Yeah, the BlackDiamond can do one tier, and because it’s so dense, we can do one tier with a single box. The way Juniper has done things, they’ve said, “OK, do all these multiple boxes, we can make it look like one tier.” The problem is, now you’re locked in to Juniper. So I kind of look at Juniper like the way Bose has done their audio system — very high fidelity, no doubt about it, but you’ve got to cable your house differently than everybody else does. You don’t want to do that non-standard cabling because now you’re stuck. You’re always going to buy a Bose system no matter what.

How many server nodes can you support from a single switch?

We can do 768 10G server ports on one (chassis) so that’s three times that in a rack. Or 192 40G ports. We were first to market with 40G. We now have the most comprehensive portfolio in 40G capability, and we’ll continue to push on that and continue to bring more 40G capability out.

If you look at the combination of 10G and 40G, that’s really being driven by what’s happening at the server level… thanks to Intel’s work on moving 10G onto the motherboard. So any high-performance data center and high-performance cloud capability is going to be 10G at the server with very speedy processors to maximize the number of virtual machines. And then that network is going to have to provide 10G access to the server and then 40G trunking so that you can operate in a fully meshed environment and be able to give any server access to any storage or any other server at any point in time. When virtual machines move around you never can tell which physical server they’re going to sit on.

As you focus on data center cloud fabrics going into 2012, are there any pieces that are missing right now that you need to have in order to fulfill that mission?
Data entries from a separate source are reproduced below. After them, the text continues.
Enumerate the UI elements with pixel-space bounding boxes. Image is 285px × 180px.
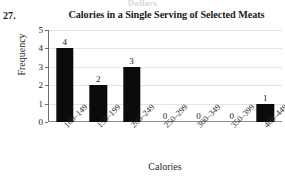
y-axis-tick-label: 2 — [39, 81, 44, 90]
y-axis-tick-label: 4 — [39, 44, 44, 53]
y-axis-tick-label: 0 — [39, 118, 44, 127]
y-axis-tick — [45, 67, 48, 68]
bar — [56, 48, 73, 122]
figure-27: Dollars 27. Calories in a Single Serving… — [0, 0, 285, 180]
x-axis-label-cell: 350–399 — [215, 124, 248, 158]
x-axis-label-cell: 200–249 — [115, 124, 148, 158]
chart-title: Calories in a Single Serving of Selected… — [50, 9, 283, 20]
bar-value-label: 4 — [62, 38, 67, 47]
x-axis-title: Calories — [48, 161, 282, 172]
bar-value-label: 1 — [263, 94, 268, 103]
question-number: 27. — [3, 10, 16, 21]
x-axis-label-cell: 250–299 — [148, 124, 181, 158]
y-axis-tick — [45, 48, 48, 49]
y-axis-tick-label: 5 — [39, 26, 44, 35]
x-axis-label-cell: 300–349 — [182, 124, 215, 158]
y-axis-title: Frequency — [16, 20, 27, 90]
y-axis-tick — [45, 30, 48, 31]
y-axis-tick — [45, 104, 48, 105]
bar-value-label: 3 — [129, 57, 134, 66]
y-axis-tick-label: 1 — [39, 99, 44, 108]
y-axis-tick — [45, 122, 48, 123]
x-axis-label-cell: 400–449 — [249, 124, 282, 158]
bleed-through-text: Dollars — [0, 0, 285, 6]
y-axis-tick-label: 3 — [39, 62, 44, 71]
x-axis-tick-labels: 100–149150–199200–249250–299300–349350–3… — [48, 124, 282, 158]
bar-value-label: 2 — [96, 75, 101, 84]
y-axis-tick — [45, 85, 48, 86]
x-axis-label-cell: 150–199 — [81, 124, 114, 158]
x-axis-label-cell: 100–149 — [48, 124, 81, 158]
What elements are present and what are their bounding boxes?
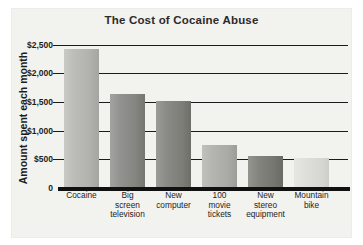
bar-fill-new-stereo-equipment	[248, 156, 283, 188]
y-axis-title: Amount spent each month	[17, 43, 29, 193]
xlabel-new-computer-line-2: computer	[150, 201, 197, 211]
x-axis-tick-labels: Cocaine Big screen television New comput…	[60, 191, 348, 235]
xlabel-100-movie-tickets-line-3: tickets	[196, 210, 243, 220]
xlabel-new-stereo-equipment-line-3: equipment	[242, 210, 289, 220]
xlabel-big-screen-television-line-3: television	[104, 210, 151, 220]
bar-cocaine[interactable]	[64, 49, 99, 189]
bar-big-screen-television[interactable]	[110, 94, 145, 188]
bar-series	[60, 45, 348, 189]
bar-100-movie-tickets[interactable]	[202, 145, 237, 188]
chart-title: The Cost of Cocaine Abuse	[0, 14, 363, 26]
xlabel-cocaine-line-1: Cocaine	[58, 191, 105, 201]
xlabel-big-screen-television: Big screen television	[104, 191, 151, 220]
bar-fill-100-movie-tickets	[202, 145, 237, 188]
bar-fill-big-screen-television	[110, 94, 145, 188]
chart-page: The Cost of Cocaine Abuse Amount spent e…	[0, 0, 363, 245]
xlabel-cocaine: Cocaine	[58, 191, 105, 201]
xlabel-mountain-bike-line-2: bike	[288, 201, 335, 211]
xlabel-mountain-bike: Mountain bike	[288, 191, 335, 210]
bar-new-computer[interactable]	[156, 101, 191, 189]
xlabel-new-computer: New computer	[150, 191, 197, 210]
xlabel-100-movie-tickets: 100 movie tickets	[196, 191, 243, 220]
xlabel-new-stereo-equipment: New stereo equipment	[242, 191, 289, 220]
bar-fill-mountain-bike	[294, 158, 329, 188]
bar-new-stereo-equipment[interactable]	[248, 156, 283, 188]
bar-fill-cocaine	[64, 49, 99, 189]
bar-mountain-bike[interactable]	[294, 158, 329, 188]
bar-fill-new-computer	[156, 101, 191, 189]
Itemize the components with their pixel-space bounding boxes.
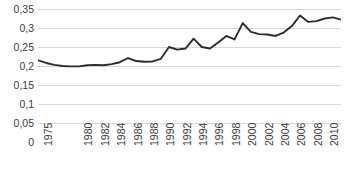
x-tick-label: 1980 — [83, 123, 94, 146]
x-axis: 1975198019821984198619881990199219941996… — [0, 0, 345, 183]
x-tick-label: 1994 — [198, 123, 209, 146]
x-tick-label: 1998 — [231, 123, 242, 146]
x-tick-label: 1986 — [133, 123, 144, 146]
x-tick-label: 2004 — [280, 123, 291, 146]
line-chart: 00,050,10,150,20,250,30,35 1975198019821… — [0, 0, 345, 183]
x-tick-label: 2008 — [313, 123, 324, 146]
x-tick-label: 1990 — [165, 123, 176, 146]
x-tick-label: 1984 — [116, 123, 127, 146]
x-tick-label: 1996 — [214, 123, 225, 146]
x-tick-label: 2000 — [247, 123, 258, 146]
x-tick-label: 1982 — [100, 123, 111, 146]
x-tick-label: 2002 — [264, 123, 275, 146]
x-tick-label: 1975 — [43, 123, 54, 146]
x-tick-label: 1988 — [149, 123, 160, 146]
x-tick-label: 2006 — [296, 123, 307, 146]
x-tick-label: 2010 — [329, 123, 340, 146]
x-tick-label: 1992 — [182, 123, 193, 146]
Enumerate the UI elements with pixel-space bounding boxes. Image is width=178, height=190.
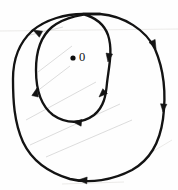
origin-point-marker <box>70 55 75 60</box>
arrowhead-inner-right-upper <box>105 53 113 62</box>
arrowheads-group <box>31 27 166 184</box>
smudge-diag-bottom <box>46 120 132 157</box>
smudge-line-bottom <box>62 182 124 184</box>
arrowhead-outer-bottom <box>78 177 87 184</box>
background-artifacts <box>0 27 178 184</box>
origin-label: 0 <box>79 51 85 64</box>
outer-loop-path <box>13 14 164 181</box>
curve-group <box>13 14 164 181</box>
figure-container: 0 <box>0 0 178 190</box>
arrowhead-outer-lower-right <box>160 104 167 113</box>
winding-curve-diagram <box>0 0 178 190</box>
smudge-line-top <box>0 29 178 31</box>
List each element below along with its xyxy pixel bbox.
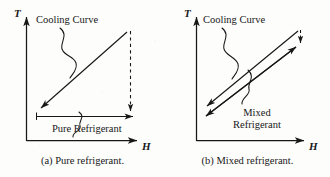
panel-mixed-refrigerant: T H Cooling Curve Mixed Refrigerant (b) … bbox=[165, 0, 330, 177]
y-axis-label-b: T bbox=[184, 8, 191, 19]
x-axis-label-a: H bbox=[142, 141, 151, 152]
annotation-refrigerant-a: Pure Refrigerant bbox=[52, 123, 122, 135]
refrigerant-line-b-arrow-end bbox=[206, 47, 296, 116]
y-axis-label-a: T bbox=[14, 8, 21, 19]
caption-panel-b: (b) Mixed refrigerant. bbox=[165, 155, 330, 167]
annotation-refrigerant-b-line2: Refrigerant bbox=[218, 119, 296, 131]
annotation-cooling-curve-a: Cooling Curve bbox=[36, 14, 98, 26]
leader-squiggle-cooling-curve-a bbox=[60, 28, 76, 78]
annotation-refrigerant-b-line1: Mixed bbox=[218, 107, 296, 119]
caption-panel-a: (a) Pure refrigerant. bbox=[0, 155, 165, 167]
leader-squiggle-cooling-curve-b bbox=[222, 28, 238, 79]
panel-a-graphics bbox=[0, 0, 165, 177]
figure-cooling-curves: T H Cooling Curve Pure Refrigerant (a) P… bbox=[0, 0, 330, 177]
panel-pure-refrigerant: T H Cooling Curve Pure Refrigerant (a) P… bbox=[0, 0, 165, 177]
panel-b-graphics bbox=[165, 0, 330, 177]
x-axis-label-b: H bbox=[309, 141, 318, 152]
annotation-cooling-curve-b: Cooling Curve bbox=[203, 14, 265, 26]
cooling-curve-line-b bbox=[207, 31, 298, 106]
cooling-curve-line-a bbox=[41, 32, 127, 108]
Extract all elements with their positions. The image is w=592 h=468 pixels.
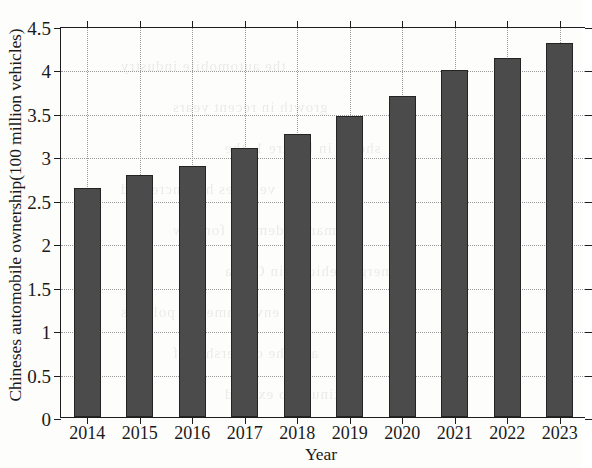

One thing I think is very important is policy management and networks. We’ve had the luxury in the networking industry for many years to just throw more bandwidth at the problem. As soon as anything got congested, just throw more bandwidth. As soon as you needed to have mission-critical information, add another switch. If you needed to have quality-of-service issues, you could just give it tons of bandwidth and it will resolve itself.

It’s getting to the point where, thanks to applications that are coming from the mobility side, every iPad and every Android  (device) is going to have a different set of applications per user and so the traffic is no longer predictable. You’ve got to have policy that’s applied that is based on the criteria of what we should be allowed to do on the network, the types of resources we should be allowed to access, the kind of bandwidth and quality of service that we need to have, and that needs to go all the way back into the data center.

We’re going to see quite a bit of policy management start to be required and necessary, in addition to security management inside the data center for intra-data center productivity between applications and VMs, and the network has a big part to play there.